Calculator Inputs
Example Data Table
| Setup | Pack Wh | Usable Wh | Energy Use | Estimated Range |
|---|---|---|---|---|
| 10S4P street board | 720 Wh | 554 Wh | 18 Wh/km | 30.8 km |
| 12S4P commuter board | 864 Wh | 665 Wh | 22 Wh/km | 30.2 km |
| 12S6P long range board | 1,296 Wh | 998 Wh | 20 Wh/km | 49.9 km |
Formula Used
Pack voltage = series cells × nominal cell voltage.
Pack amp hours = parallel cells × cell amp hour capacity.
Nominal pack energy = pack voltage × pack amp hours.
Usable energy = nominal energy × depth of discharge × battery health × temperature factor × reserve factor.
Rolling power = Crr × mass × gravity × speed.
Aerodynamic power = 0.5 × air density × CdA × air speed³.
Grade power = mass × gravity × speed × grade decimal.
Range = usable watt hours ÷ watt hours per kilometer.
How to Use This Calculator
Choose metric or imperial units first. Enter the battery layout, cell voltage, and cell capacity. Add depth of discharge, battery health, temperature loss, and reserve. Then enter rider weight, board weight, average speed, grade, wind, tire drag, and drag area. Leave measured Wh/km at zero for physics mode. Enter a real ride log value when you want measured mode. Press calculate. The result appears above the form.
Advanced Battery Range Planning
Range Is Not Fixed
An electric skateboard range estimate is not a fixed number. It changes with battery size, rider mass, route slope, wind, tire drag, and riding style. This calculator uses pack watt hours and road load to give a practical estimate. It also separates battery capacity from energy demand. That makes each result easier to review.
Why Real Range Changes
A board with the same battery may ride far in calm streets. It may drain fast on hills, rough pavement, or repeated starts. Higher speed raises air drag quickly. Extra rider weight raises rolling and climbing power. Cold cells and old cells also reduce usable energy. For that reason, the tool includes derate fields for temperature, age, reserve, and stop start riding.
Electrical Inputs Matter
Series cells set pack voltage. Parallel cells set amp hour capacity. Cell voltage and cell capacity complete the energy estimate. The calculator multiplies these values to estimate watt hours. Then it removes the unusable portion with depth of discharge and reserve settings. It also estimates average current and C rate. These values help compare the load against pack capability.
Road Load Method
The physics mode estimates rolling resistance, aerodynamic drag, grade power, and accessory draw. A measured watt hour per kilometer value can override the model. That option is useful when you have ride logs from a smart controller. You can enter your own real consumption and still test battery aging, cold weather, or reserve changes.
Using The Result
The final range is shown in kilometers and miles. Ride time is based on average speed. Average power, pack voltage, current draw, and C rate appear with the range. Use these numbers as planning values, not promises. Real routes include braking, surface changes, wind gusts, battery sag, and traffic stops. Keep a safety reserve for returning home. Save the CSV or PDF result when comparing wheel sizes, gear ratios, packs, or commute routes.
Safety Note
Never plan a ride to empty. Lithium packs can sag under hard acceleration. Voltage sag may trigger cutoffs before every watt hour is used. Carry a charger for unknown trips. Check pack temperature after steep climbs. Retest consumption often after changing wheels, pulleys, tires, enclosure weight, or motor settings.
FAQs
What is Wh/km?
Wh/km means watt hours used per kilometer. Lower values mean better efficiency. Electric skateboards often use more energy at higher speed, on hills, with heavy riders, or with soft tires.
Can I use measured Wh/km?
Yes. Enter your ride log value in the measured override field. The calculator will use that value instead of the physics road load estimate.
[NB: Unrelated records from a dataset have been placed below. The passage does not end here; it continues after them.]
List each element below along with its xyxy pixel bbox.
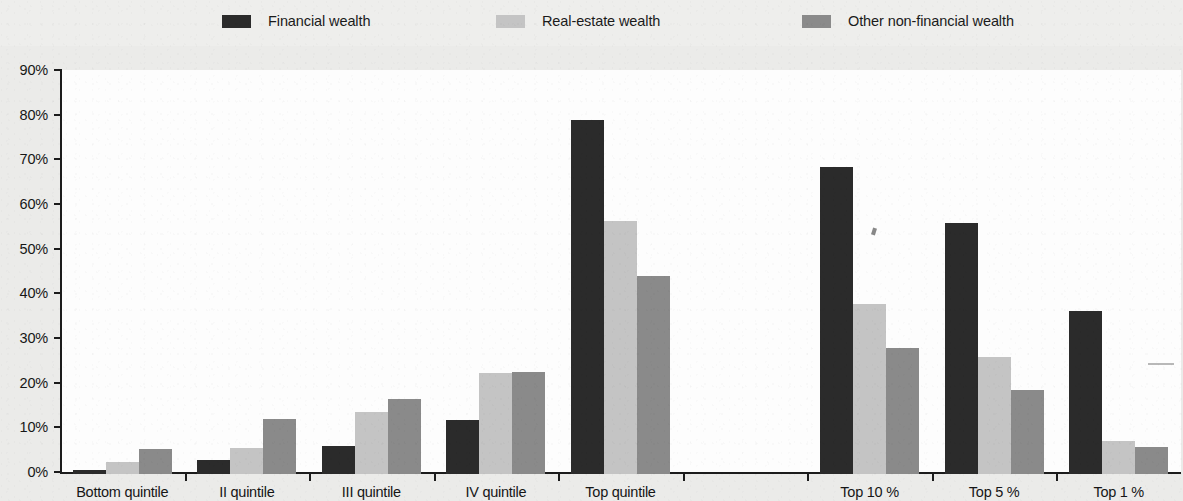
x-axis-tick-label: III quintile xyxy=(309,484,434,500)
y-axis-tick-label: 20% xyxy=(0,376,48,390)
x-axis-tick xyxy=(434,473,436,481)
legend-label-real-estate-wealth: Real-estate wealth xyxy=(542,13,660,29)
bar xyxy=(388,399,421,474)
y-axis-tick xyxy=(54,158,62,160)
x-axis-tick xyxy=(932,473,934,481)
bar-chart: 0%10%20%30%40%50%60%70%80%90% Bottom qui… xyxy=(0,46,1183,501)
bar xyxy=(322,446,355,474)
bar xyxy=(197,460,230,474)
bar-group xyxy=(446,70,545,474)
bar xyxy=(106,462,139,474)
x-axis-tick xyxy=(1056,473,1058,481)
bar xyxy=(446,420,479,474)
y-axis-line xyxy=(60,70,62,474)
y-axis-tick xyxy=(54,292,62,294)
bar xyxy=(886,348,919,474)
x-axis-tick-label: IV quintile xyxy=(434,484,559,500)
y-axis-tick-label: 0% xyxy=(0,465,48,479)
x-axis-tick-label: Top 1 % xyxy=(1056,484,1181,500)
bar xyxy=(1011,390,1044,474)
legend-swatch-financial-wealth xyxy=(222,15,251,28)
bar xyxy=(263,419,296,474)
legend-swatch-other-non-financial-wealth xyxy=(802,15,831,28)
x-axis-tick-label: Top 10 % xyxy=(807,484,932,500)
x-axis-tick xyxy=(683,473,685,481)
bar xyxy=(479,373,512,474)
y-axis-tick xyxy=(54,203,62,205)
y-axis-tick xyxy=(54,382,62,384)
legend-entry-other-non-financial-wealth: Other non-financial wealth xyxy=(802,12,1014,30)
x-axis-tick xyxy=(558,473,560,481)
y-axis-tick xyxy=(54,248,62,250)
chart-legend: Financial wealth Real-estate wealth Othe… xyxy=(0,0,1183,46)
bar xyxy=(230,448,263,474)
y-axis-tick xyxy=(54,471,62,473)
bar xyxy=(604,221,637,474)
bar-group xyxy=(696,70,795,474)
bar xyxy=(355,412,388,474)
y-axis-tick xyxy=(54,426,62,428)
bar-group xyxy=(820,70,919,474)
y-axis-tick-label: 30% xyxy=(0,331,48,345)
x-axis-tick xyxy=(807,473,809,481)
legend-entry-financial-wealth: Financial wealth xyxy=(222,12,370,30)
bar-group xyxy=(1069,70,1168,474)
legend-entry-real-estate-wealth: Real-estate wealth xyxy=(496,12,660,30)
bar xyxy=(571,120,604,474)
bar xyxy=(512,372,545,474)
scan-artifact-mark xyxy=(1148,363,1174,365)
y-axis-tick-label: 40% xyxy=(0,286,48,300)
y-axis-tick-label: 80% xyxy=(0,108,48,122)
bar-group xyxy=(322,70,421,474)
bar xyxy=(820,167,853,474)
legend-swatch-real-estate-wealth xyxy=(496,15,525,28)
bar-group xyxy=(945,70,1044,474)
legend-label-other-non-financial-wealth: Other non-financial wealth xyxy=(848,13,1014,29)
bar xyxy=(73,470,106,474)
bar xyxy=(1135,447,1168,474)
y-axis-tick-label: 10% xyxy=(0,420,48,434)
bar xyxy=(637,276,670,474)
bar-group xyxy=(73,70,172,474)
bar xyxy=(1102,441,1135,474)
y-axis-tick-label: 90% xyxy=(0,63,48,77)
bar-group xyxy=(571,70,670,474)
legend-label-financial-wealth: Financial wealth xyxy=(268,13,370,29)
bar xyxy=(978,357,1011,474)
y-axis-tick-label: 50% xyxy=(0,242,48,256)
x-axis-tick-label: Top quintile xyxy=(558,484,683,500)
bar xyxy=(945,223,978,474)
x-axis-tick-label: II quintile xyxy=(185,484,310,500)
x-axis-tick-label: Bottom quintile xyxy=(60,484,185,500)
x-axis-tick xyxy=(309,473,311,481)
y-axis-tick xyxy=(54,337,62,339)
y-axis-tick xyxy=(54,69,62,71)
bar xyxy=(853,304,886,474)
bar xyxy=(1069,311,1102,474)
x-axis-tick xyxy=(185,473,187,481)
bar-group xyxy=(197,70,296,474)
y-axis-tick xyxy=(54,114,62,116)
y-axis-tick-label: 60% xyxy=(0,197,48,211)
bar xyxy=(139,449,172,474)
y-axis-tick-label: 70% xyxy=(0,152,48,166)
x-axis-tick-label: Top 5 % xyxy=(932,484,1057,500)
Why does range drop at high speed?
Air drag rises very fast as speed increases. A small speed increase can add large power demand, especially with a standing rider and headwind.
What reserve should I use?
A 10% to 20% reserve is useful for daily rides. Use more reserve for cold weather, hills, unknown routes, or older battery packs.
What does battery health mean?
Battery health estimates remaining capacity after aging. A new pack may be near 100%. An older pack may hold less energy and sag more under load.
Does regenerative braking increase range?
It can help on downhill sections and repeated braking. It rarely recovers all climbing energy. The calculator models partial recovery through the regen efficiency field.
What is a good C rate?
A lower average C rate is easier on cells. High C rate means more current stress, more heat, and more voltage sag during acceleration.
Why are real results different?
Real rides include wind gusts, pavement changes, tire pressure, braking, traffic, battery sag, and temperature shifts. Treat the result as a planning estimate.